Teacher accepted into summer program
Published 10:15 pm Monday, February 26, 2018
Kelly Voshall recently got her start with teaching, but she’s already preparing to expand her history knowledge this summer now that she’s been accepted into the White House History Teacher Institute.
Voshall is a sixth-grade history teacher at King’s Fork Middle School.
“They sent it out to us, and I just gravitated to it,” Voshall said of the opportunity. “I have models in my room of the White House and the Thomas Jefferson Memorial. I’ve always wanted to see the White House, and I just think it would be so interesting to engaging to learn all this stuff about the White House and intertwine that in a lesson.”
The Institute is a five-day workshop hosted by the White House Historical Association. During Voshall’s five days there, she will stay at George Washington University and attend lectures at the David M. Rubenstein National Center for White House History.
“I’m most excited to just be able to interact with other teachers and listen to historians speak,” Voshall said. “I’m also excited to tour the White House. I’m hoping that this being the White House Institute that we get more than the 30-minute tour and get more in depth.”
The workshop will take up most of the educator’s day, because every day will have eight hours’ worth of lectures, site visits and activities.
Voshall plans to bring this information back to the classroom to give her students just a taste of different stories of the White House.
“I really want to bring everything that I will learn. This is really centered on the history of the White House. I want to make this a connection to the kids,” Voshall said. “As I teach history, I want to insert something small that I’ve learned.”
While Voshall will have an opportunity to visit sites in the capital, she plans to take in some other sites while she’s there. Voshall wants to do research for future field trips with her students.
Voshall has only been an educator for four years, and she decided to get her degree and teaching certificate after a full 20-year career in the Navy.
“After I got out of the Navy, I went to school, and I just graduated from college at the ripe young age at 54,” Voshall said. “I taught at a private school for a few years and decided to get my teaching certificate.”
Her passion for history led her to pursue teaching, and the love for it started with her own family. Voshall’s father was also a history teacher.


§ **What is being asked**
Among the lines below, the one containing "Fetch bounding box of *sunglasses*." opens the range and the one containing "find the location of 'footwear'." closes it. Print that range exactly, without the pictures.

───── Records for the exercise ─────

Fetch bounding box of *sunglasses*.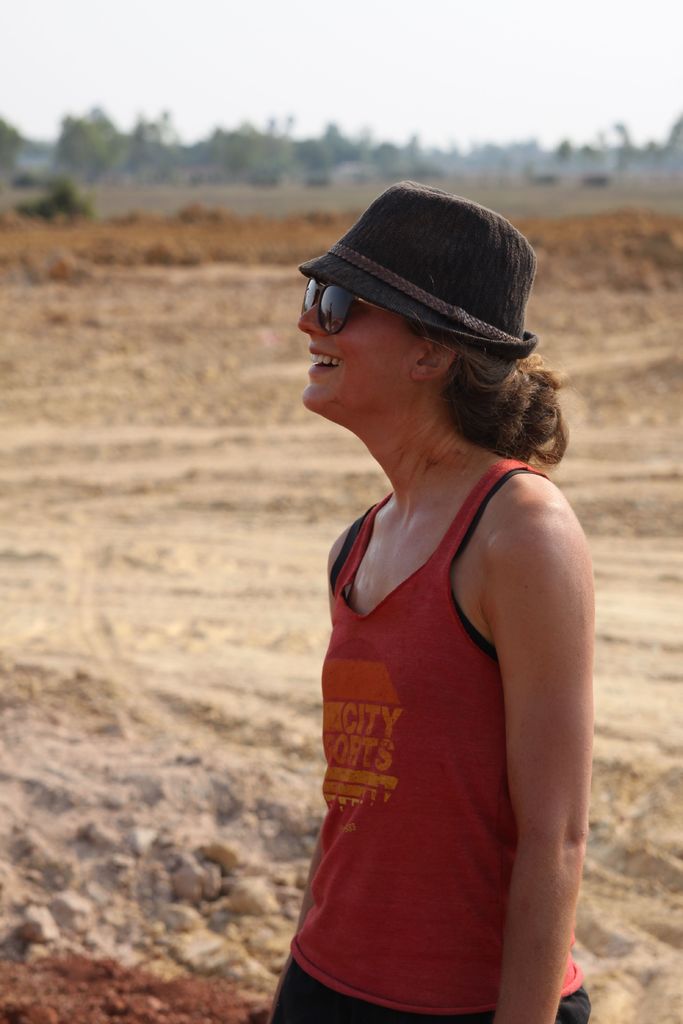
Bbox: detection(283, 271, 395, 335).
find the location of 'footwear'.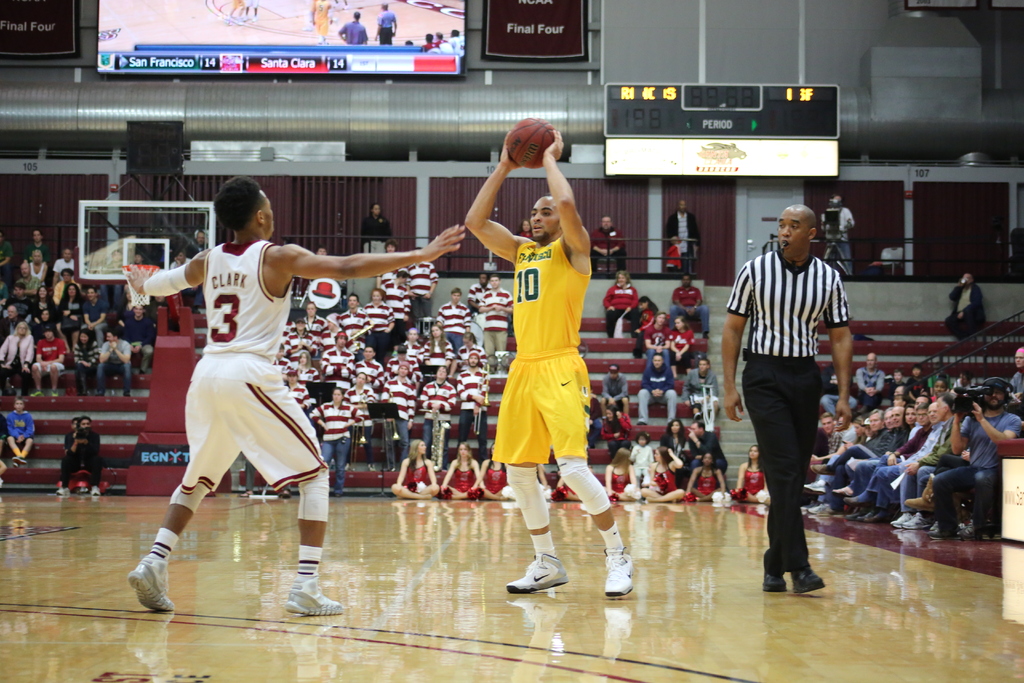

─────
───── Records for the exercise ─────

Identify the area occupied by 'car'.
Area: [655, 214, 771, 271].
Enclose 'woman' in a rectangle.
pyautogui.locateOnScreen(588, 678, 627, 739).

─────
───── Records for the exercise ─────

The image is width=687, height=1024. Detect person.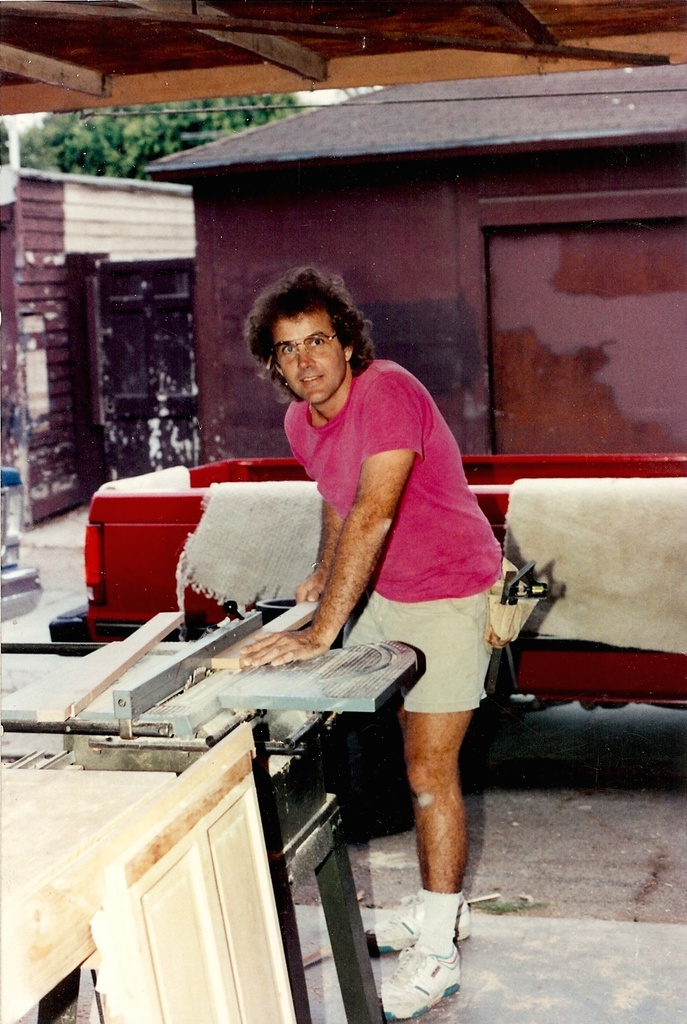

─────

§ **Task solution**
Fetch bounding box of *sunglasses*.
Bbox: detection(283, 271, 395, 335).
find the location of 'footwear'.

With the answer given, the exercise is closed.